Netop is also a great tool to direct and supervise Internet research or
present information to all members of the class simultaneously from the
web.
        I must include some practical applications that have proved
worthwhile with my classes. I make extensive use of the demo feature of
Netop. Working with developmental classes, I constantly make up grammar
and structural exercises drawn from the students' own writings and save
them to a floppy diskette. When I demo these to the class I am able to
type in corrections for their errors as we review these exercises, and I
type in grammar rules, spelling corrections and sentence rearrangements,
etc. I find that the students pay close attention to this work and
comment that they are learning writing improvements and rules as they
have never done before. It would be impossible to use a blackboard with
its many drawbacks to achieve what I can accomplish with my classes.
This demo work includes scanning articles and other writing examples to
a floppy disk and critiquing them with the class.

        Finally, with the Netop School program there is no need for
expensive projection equipment or movable carts with projector and
computer/laptop hookup or a projection screen of poor quality or in need
of repair.
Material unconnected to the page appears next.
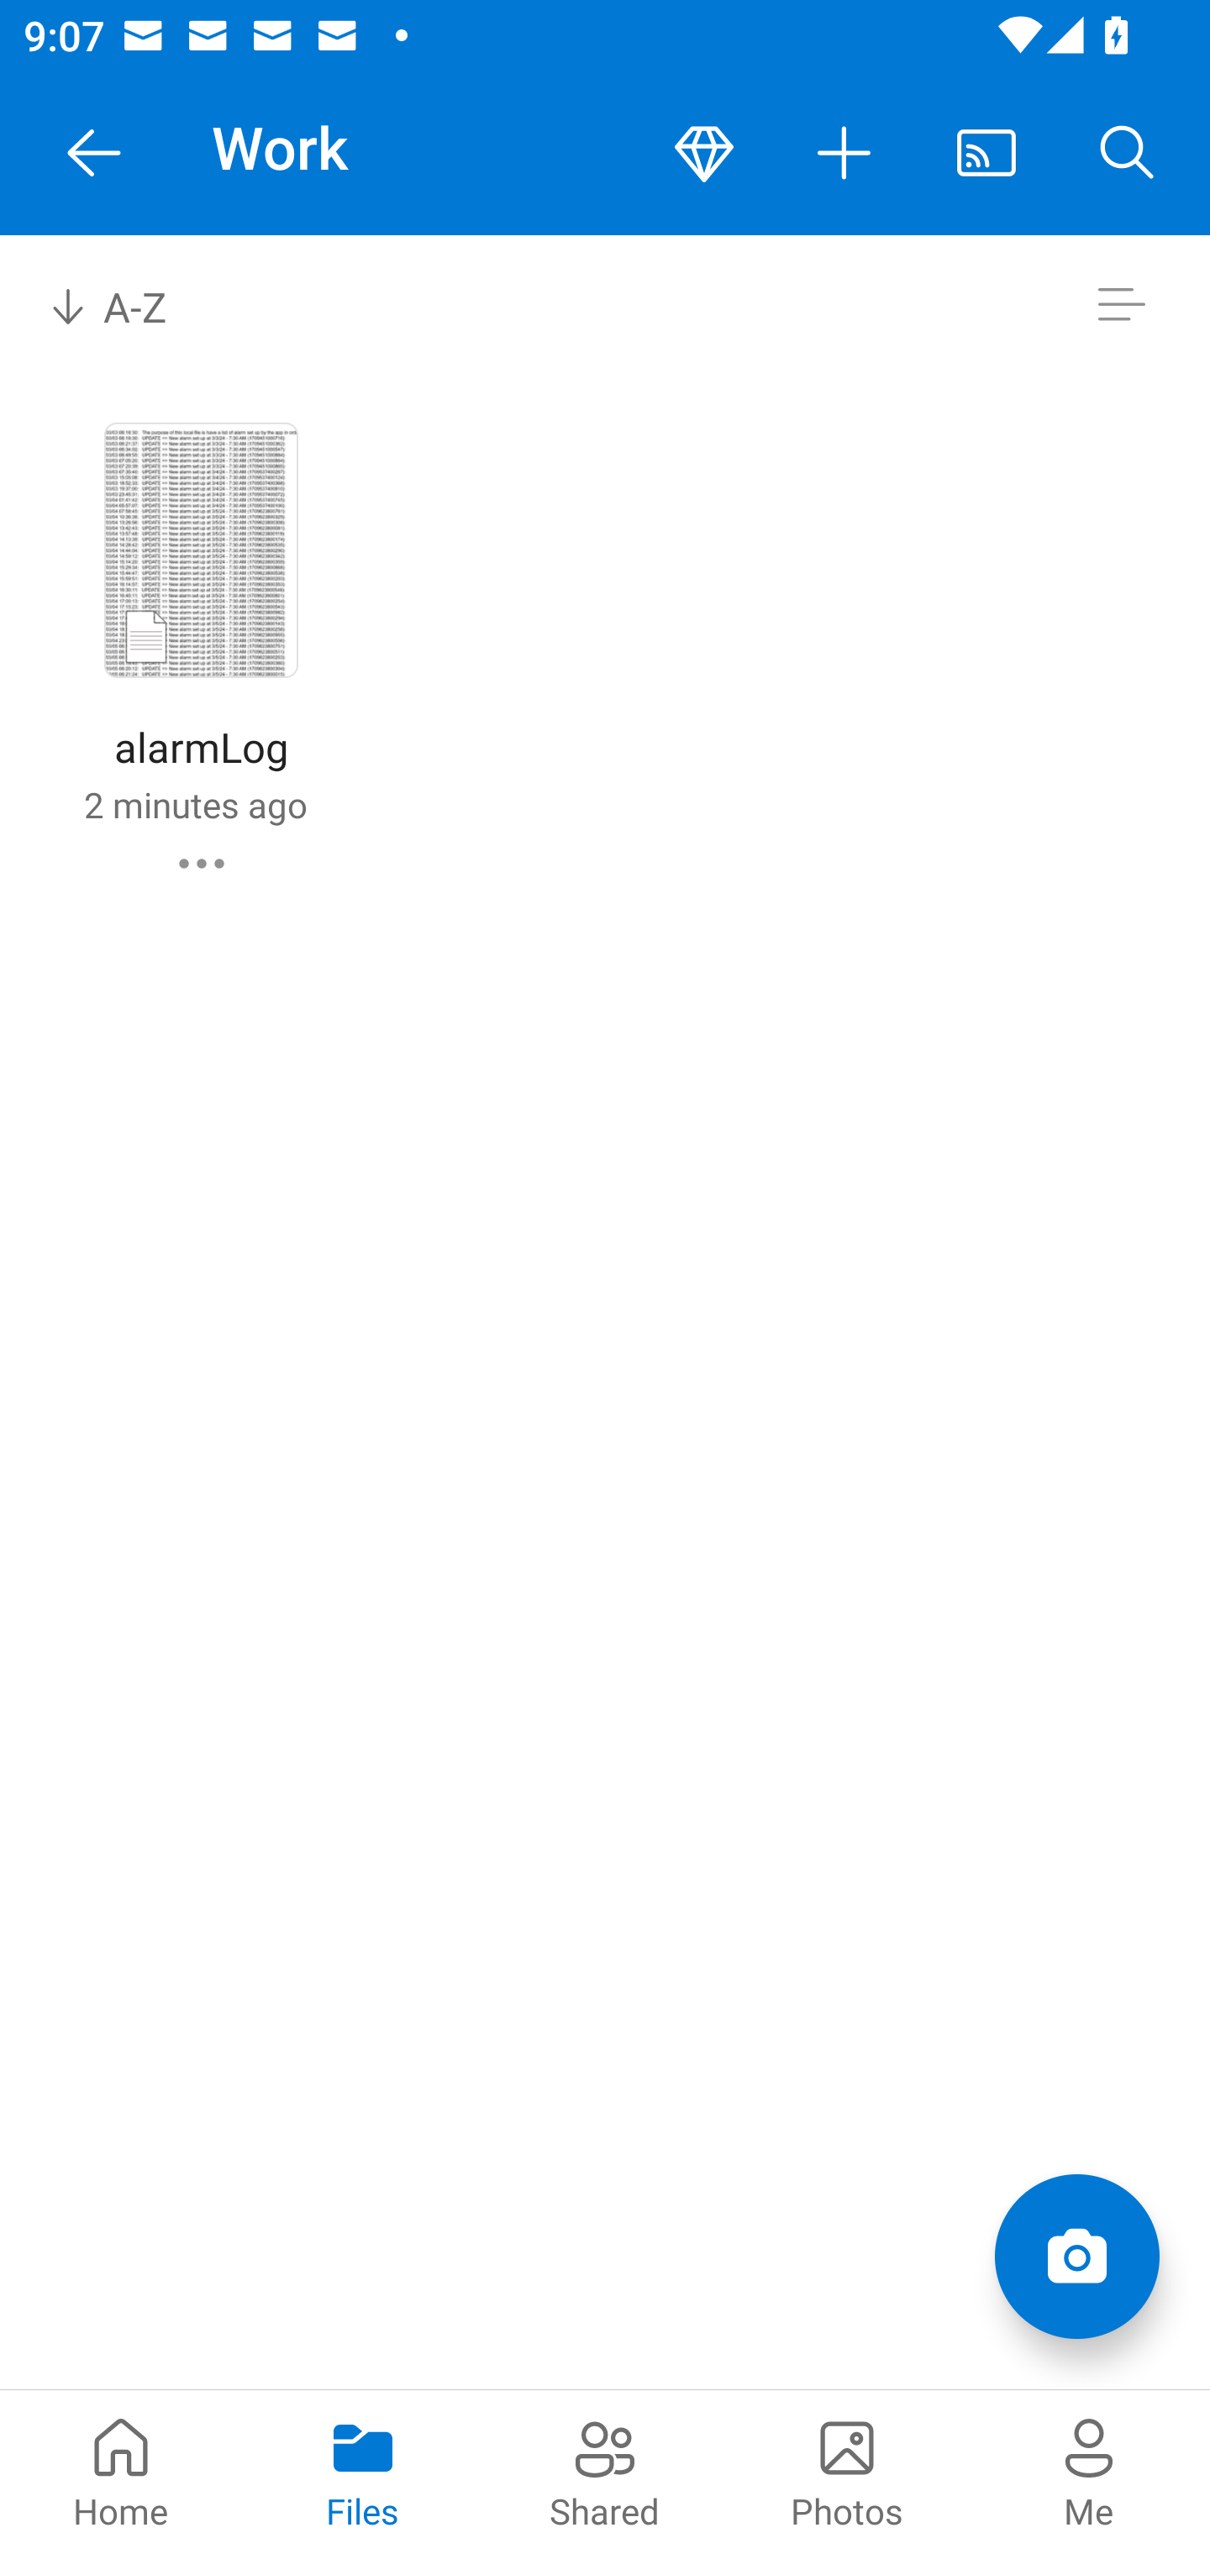 Image resolution: width=1210 pixels, height=2554 pixels. What do you see at coordinates (201, 863) in the screenshot?
I see `alarmLog commands` at bounding box center [201, 863].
In a computer classroom each student's attention is focused
on his or her monitor and PC; and often in spite of whatever the
Instructor might say, the students still focus on their monitor and
their own work. The Netop School program capitalizes on the students'
focused attention. The Instructor can present information and monitor
and help students with individual assignments or projects so that class
time is not wasted for the more advanced students. At the end of the
class, the Instructor is not deluged with papers unless so desired, the
department's budget is not being spent on paper and ink cartridges for
printers, and students are not losing assignments.